Last month I watched a painter I know lose a $14,000 exterior job. Not on price. Not on quality. He lost it because the other guy sent a quote the same afternoon and his took three days.
Three days. For a job he could have done in his sleep.
The homeowner told him straight: "I went with someone else. They got back to me faster."
That's the part that should make you angry. Not at the homeowner — at the system. You're out there running crews, managing materials, fixing problems before the client even sees them. Your hourly value on a job site is $500, easy. Maybe more. And then you sit down at night and type out estimates like it's 1995.
I've been painting and renovating in the Bahamas since 1992. I've done the late-night estimate grind. I've lost jobs I should have won because my quote landed in an inbox two days after the other guy's. And I've watched contractors with half my experience win work simply because they responded first.
Here's what I learned the hard way: speed of response beats precision of pricing almost every time.
The Real Math Nobody Shows You
Let's say you do 4 estimates a week. Each one takes 20 minutes to measure, calculate materials, figure labor, type it up, format it, email it. That's 80 minutes a week. Call it an hour and a half.
But that's not the real number. The real number is the jobs you lose while you're typing.
If you close 1 in 3 estimates and your average job is $8,000, then every estimate you send is worth about $2,600 in expected revenue. Every estimate you DON'T send — because you're still formatting the last one — is $2,600 you never had a shot at.
Now multiply that by the 10, 15, 20 estimates you didn't get to this year because the paperwork ate your evenings.
That's not a time management problem. That's a revenue leak the size of a second truck and crew.
What I Changed
About a year ago I hit a wall. I had five estimates stacked up from the week and it was Saturday morning. My wife wanted to do something — anything — that wasn't watching me stare at a spreadsheet. And I thought: I've been doing this 34 years. There has to be a better way.
I started looking at estimating software. Not the enterprise stuff — I'm not running a 200-man operation. I needed something built for a contractor, not a corporation.
I landed on QuoteIQ. Here's what it does for me now:
I open a quote, drop in the scope, and it builds the line items. No more typing the same material list from memory for the hundredth time.
Pricing updates live. Material costs change. QuoteIQ pulls current pricing so I'm not eating a 15% material increase I didn't catch.
The client gets a professional quote — same day. Not a text message with a number. Not a handwritten note. A real document that looks like it came from a business that's been around 34 years.
I went from 20 minutes per quote to under 2 minutes. That's not an exaggeration. Once your templates and pricing are in, you're filling in scope and hitting send.
The first week I used it, I sent seven quotes in the time I used to send two. I picked up an extra job that week — a $6,200 interior repaint — purely because my quote was in the homeowner's inbox before the other two contractors even finished their walkthroughs.
The Contrast
Here's what the uninformed contractor does: He measures the job. Goes home. Opens a Word document or a spreadsheet. Types out line items from memory. Guesses at current material prices. Formats it for 15 minutes. Emails it two days later. Then wonders why his close rate is 30%.
Here's what I do now: I walk the job. I open QuoteIQ on my phone before I even leave the driveway. The quote is in the client's inbox before dinner. My close rate is north of 60%.
Same skill level. Same pricing. Different system.
What This Actually Costs You
I'm going to put a number on it because contractors think in numbers.
If you're doing 200 estimates a year and closing 30%, that's 60 jobs. At $8,000 average, you're at $480,000.
If a faster system pushes your close rate to 50% — same pricing, same quality — that's 100 jobs. $800,000.
The difference is $320,000 a year. From being faster.
That's not a software cost. That's the cost of NOT having software.
The Bottom Line
You didn't spend 20 years learning a trade to lose work to someone who types faster than you. You didn't build a reputation, a crew, and a business to watch your evenings disappear into paperwork that a tool could handle in seconds.
I use QuoteIQ because it solved the one problem I couldn't solve with experience: speed. Everything else — quality, pricing, crew management — that comes from 34 years in the trade. But speed? That comes from having the right tool.
If you want to see what I'm talking about, here's the link: QuoteIQ
Try it. Run five estimates through it. If it doesn't cut your quote time by 80%, you've lost nothing. If it does — you just bought back your evenings and picked up jobs you were leaving on the table.
Get The Homeowner's Price Protection Guide — free.
I put 34 years of job-site experience into this. No opt-in walls, no courses to buy — just the guide.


### ASSIGNMENT:
Your output must be the lines below from the line containing "Locate an element on the screen." to the line containing "This screenshot has width=707, height=403.", both lines included, reproduced exactly and without pictures.

### DATA EXTRACT:
'''

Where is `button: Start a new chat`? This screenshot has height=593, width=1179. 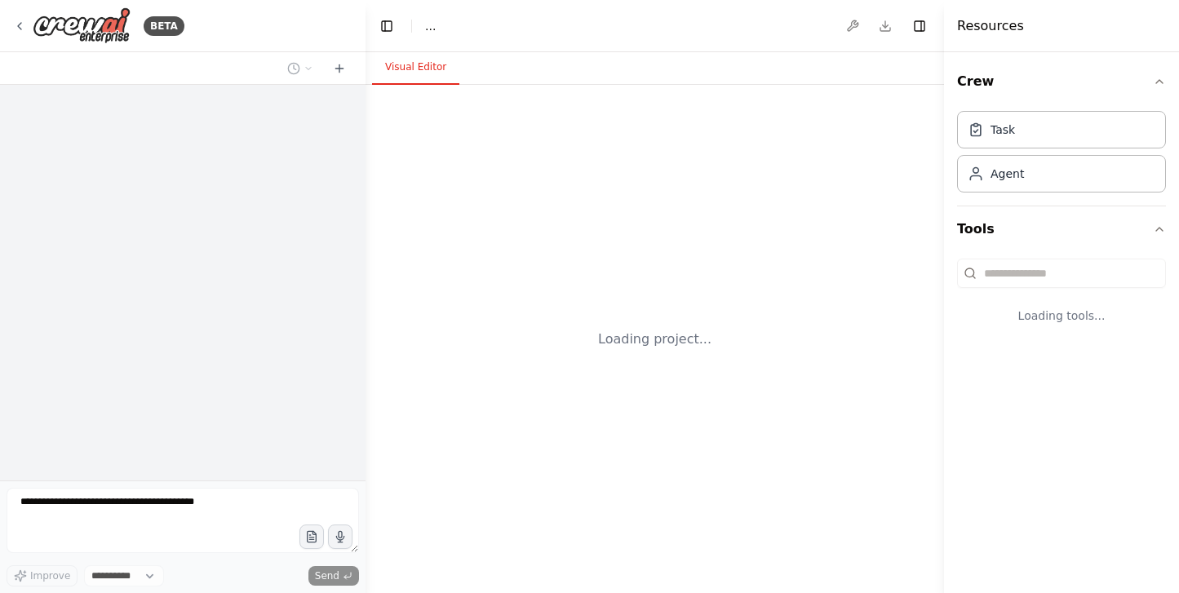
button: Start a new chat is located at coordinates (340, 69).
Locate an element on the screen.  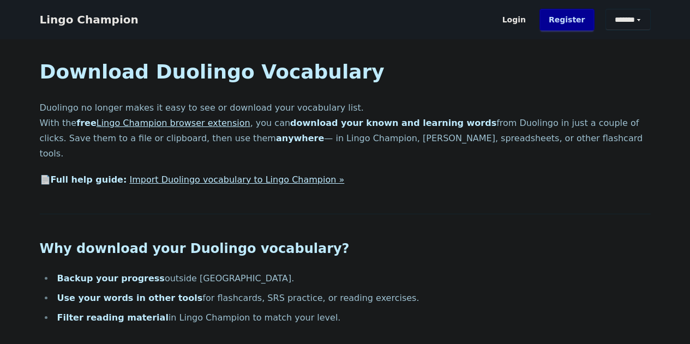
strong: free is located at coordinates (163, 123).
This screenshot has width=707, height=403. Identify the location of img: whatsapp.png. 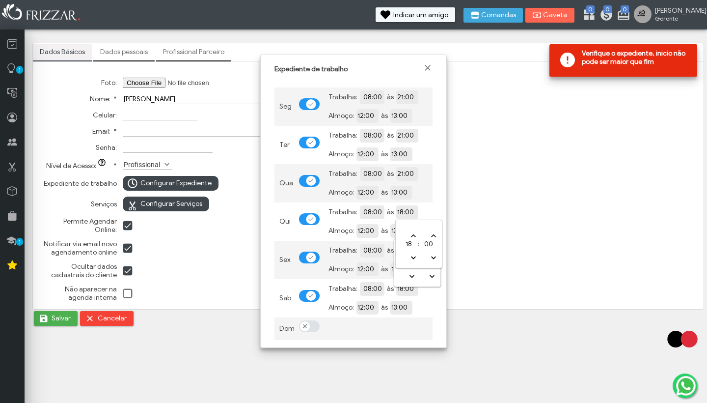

'''
'''

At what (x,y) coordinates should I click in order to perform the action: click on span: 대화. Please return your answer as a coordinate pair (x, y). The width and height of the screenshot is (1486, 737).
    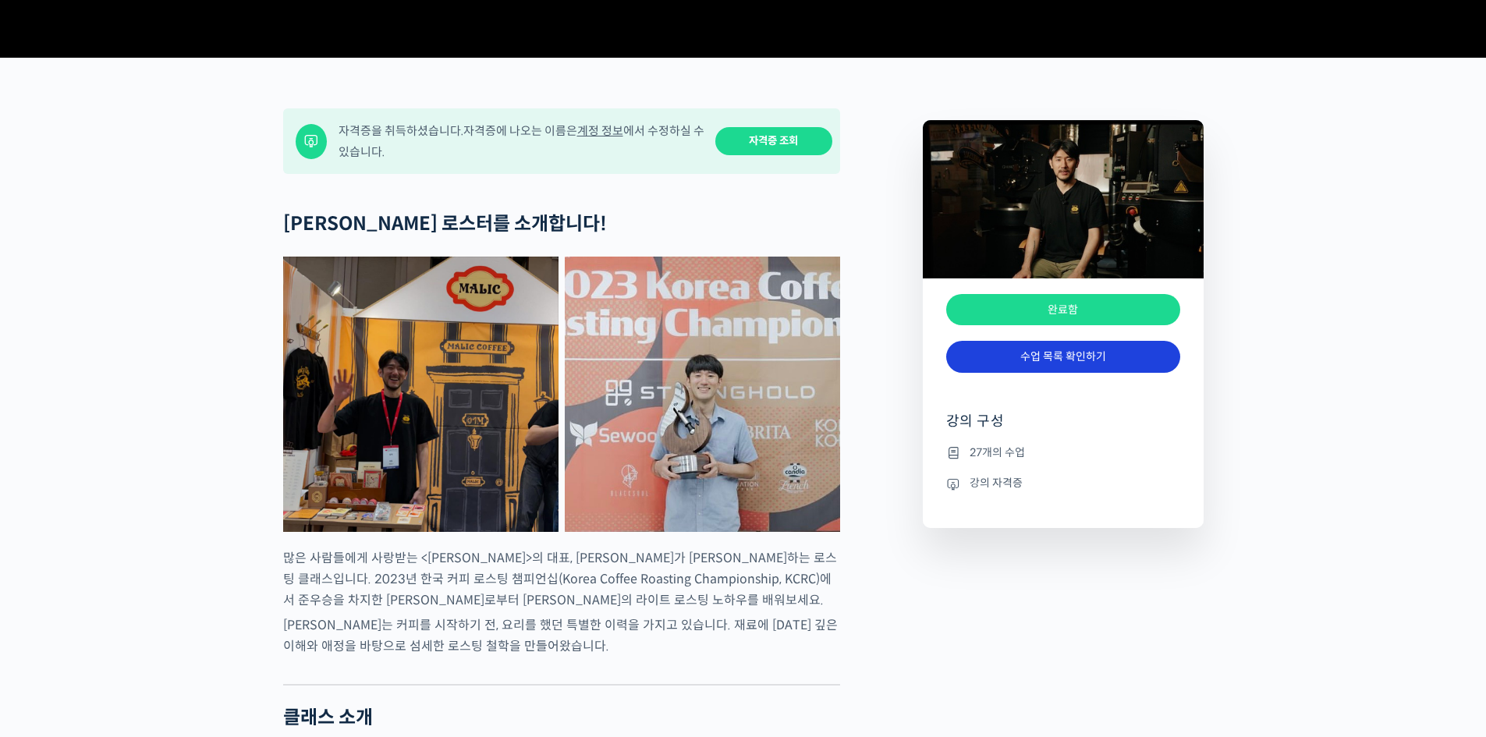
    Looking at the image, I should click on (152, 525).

'''

### EXERCISE OUTPUT:
Locate an element on the screen.  
strong: free is located at coordinates (163, 123).
This screenshot has width=707, height=403. Identify the location of img: whatsapp.png. 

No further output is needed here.